Barbershop Pricing and Profitability Case

Business context

A small barbershop with two chairs, limited working hours, and a clear cap on how many clients can be served in a day.

The numbers below are simplified fictional examples used for educational purposes.

The numbers

Average price per haircut$20
Average clients per day (2 chairs)18
Working days per month25
Rent$1,500
Staff costs (one assistant barber)$2,200
Supplies and utilities$400

Step-by-step calculation

Monthly sales = 18 × 25 × $20 = $9,000

Total monthly costs = $1,500 + $2,200 + $400 = $4,100

Net profit = $9,000 − $4,100 = $4,900

Net margin = $4,900 / $9,000 ≈ 54%

Capacity interpretation

Two chairs working full time can realistically serve more than 18 clients per day, but real schedules include gaps and no-shows. With 18 clients/day the shop is using roughly 75% of its capacity. Growing further means either filling those gaps, extending hours, or adding a third chair — each with different cost implications.

Want to check your own numbers?

Use the related calculator or contact SME Finance Helper if you want help interpreting a similar small business case.

Pricing sensitivity

Raising the price from $20 to $22 (+10%) — assuming the same number of clients — adds $900 of revenue per month.
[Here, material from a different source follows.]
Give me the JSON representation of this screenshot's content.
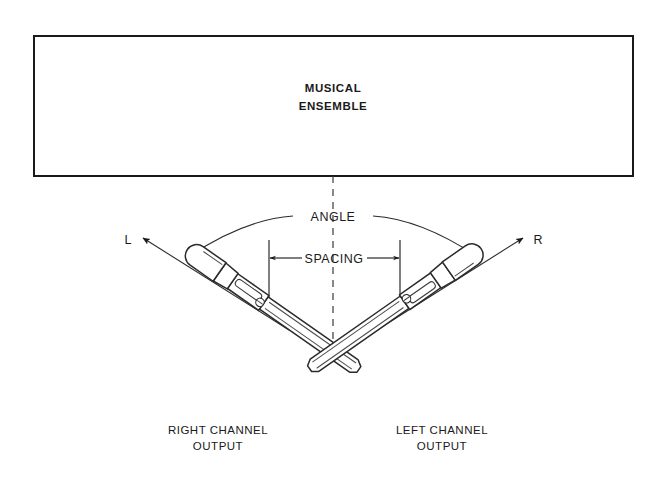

Because fixed costs stay the same, almost all of that extra revenue becomes profit, lifting net profit from $4,900 to ~$5,800.
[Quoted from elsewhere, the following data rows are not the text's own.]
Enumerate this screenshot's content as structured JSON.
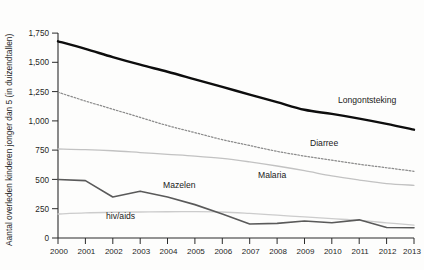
{
  "figure": {
    "cropped_title_fragment": "",
    "yaxis_title": "Aantal overleden kinderen jonger dan 5 (in duizendtallen)"
  },
  "labels": {
    "longontsteking": "Longontsteking",
    "diarree": "Diarree",
    "malaria": "Malaria",
    "mazelen": "Mazelen",
    "hivaids": "hiv/aids"
  },
  "ticks": {
    "y": [
      "1,750",
      "1,500",
      "1,250",
      "1,000",
      "750",
      "500",
      "250",
      "0"
    ],
    "x": [
      "2000",
      "2001",
      "2002",
      "2003",
      "2004",
      "2005",
      "2006",
      "2007",
      "2008",
      "2009",
      "2010",
      "2011",
      "2012",
      "2013"
    ]
  },
  "colors": {
    "longontsteking": "#0d0d0d",
    "diarree": "#8b8b8b",
    "malaria": "#c2c2c2",
    "mazelen": "#5a5a5a",
    "hivaids": "#cccccc",
    "axis": "#2b2b2b",
    "background": "#fdfdfc"
  },
  "chart_data": {
    "type": "line",
    "title": "",
    "xlabel": "",
    "ylabel": "Aantal overleden kinderen jonger dan 5 (in duizendtallen)",
    "x": [
      2000,
      2001,
      2002,
      2003,
      2004,
      2005,
      2006,
      2007,
      2008,
      2009,
      2010,
      2011,
      2012,
      2013
    ],
    "xlim": [
      2000,
      2013
    ],
    "ylim": [
      0,
      1750
    ],
    "yticks": [
      0,
      250,
      500,
      750,
      1000,
      1250,
      1500,
      1750
    ],
    "grid": false,
    "legend": "inline-labels",
    "series": [
      {
        "name": "Longontsteking",
        "style": "solid-thick-black",
        "values": [
          1680,
          1615,
          1545,
          1480,
          1420,
          1355,
          1290,
          1225,
          1160,
          1095,
          1060,
          1020,
          975,
          925
        ]
      },
      {
        "name": "Diarree",
        "style": "dotted-gray",
        "values": [
          1245,
          1170,
          1100,
          1030,
          960,
          900,
          840,
          790,
          740,
          700,
          665,
          630,
          600,
          570
        ]
      },
      {
        "name": "Malaria",
        "style": "solid-light-gray",
        "values": [
          760,
          755,
          745,
          730,
          715,
          700,
          680,
          650,
          615,
          575,
          530,
          495,
          465,
          450
        ]
      },
      {
        "name": "Mazelen",
        "style": "solid-medium-gray",
        "values": [
          500,
          490,
          350,
          400,
          350,
          285,
          205,
          120,
          125,
          145,
          130,
          155,
          90,
          88
        ]
      },
      {
        "name": "hiv/aids",
        "style": "solid-pale-gray",
        "values": [
          205,
          215,
          220,
          222,
          224,
          225,
          222,
          210,
          195,
          180,
          165,
          150,
          130,
          110
        ]
      }
    ]
  }
}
But if the price increase causes only 1 fewer client per day on average (17 × 25 = 425 haircuts), revenue at $22 = $9,350 — still slightly better than the original $9,000, but the gain is much smaller. Pricing decisions are sensitive to client reaction.
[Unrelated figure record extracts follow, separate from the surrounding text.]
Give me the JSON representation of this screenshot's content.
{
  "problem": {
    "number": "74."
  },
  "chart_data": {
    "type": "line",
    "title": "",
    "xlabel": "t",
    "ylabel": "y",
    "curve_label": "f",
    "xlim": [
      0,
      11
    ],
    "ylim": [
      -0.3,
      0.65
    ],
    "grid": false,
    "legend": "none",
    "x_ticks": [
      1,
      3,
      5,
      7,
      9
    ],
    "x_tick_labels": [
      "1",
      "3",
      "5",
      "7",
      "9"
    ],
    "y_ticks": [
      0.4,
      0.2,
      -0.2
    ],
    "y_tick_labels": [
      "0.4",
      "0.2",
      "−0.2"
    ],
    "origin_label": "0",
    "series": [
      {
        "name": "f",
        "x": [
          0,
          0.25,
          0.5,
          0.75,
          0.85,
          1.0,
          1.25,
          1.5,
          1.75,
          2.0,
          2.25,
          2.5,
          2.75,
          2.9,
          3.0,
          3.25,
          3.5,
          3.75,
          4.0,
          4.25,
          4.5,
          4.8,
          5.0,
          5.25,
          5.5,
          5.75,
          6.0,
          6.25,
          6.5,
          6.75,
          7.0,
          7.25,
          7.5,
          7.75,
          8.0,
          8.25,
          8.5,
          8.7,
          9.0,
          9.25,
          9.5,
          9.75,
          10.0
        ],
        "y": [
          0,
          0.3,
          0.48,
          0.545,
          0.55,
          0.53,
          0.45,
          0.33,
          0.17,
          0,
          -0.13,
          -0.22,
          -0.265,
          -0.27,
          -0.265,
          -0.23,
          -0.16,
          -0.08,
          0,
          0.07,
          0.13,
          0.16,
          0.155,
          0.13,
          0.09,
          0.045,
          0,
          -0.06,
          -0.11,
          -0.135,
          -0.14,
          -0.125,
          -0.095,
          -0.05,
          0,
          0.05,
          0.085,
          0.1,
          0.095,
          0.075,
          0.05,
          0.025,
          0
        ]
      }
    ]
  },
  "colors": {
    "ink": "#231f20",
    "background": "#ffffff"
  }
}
Related calculators and guides

Need help interpreting your own numbers?

If you have a small business case and want a more tailored educational explanation, you can contact SME Finance Helper.

This case study is for educational and planning purposes only. It is not accounting, tax, legal, investment, or financial advice. Numbers shown are simplified fictional examples.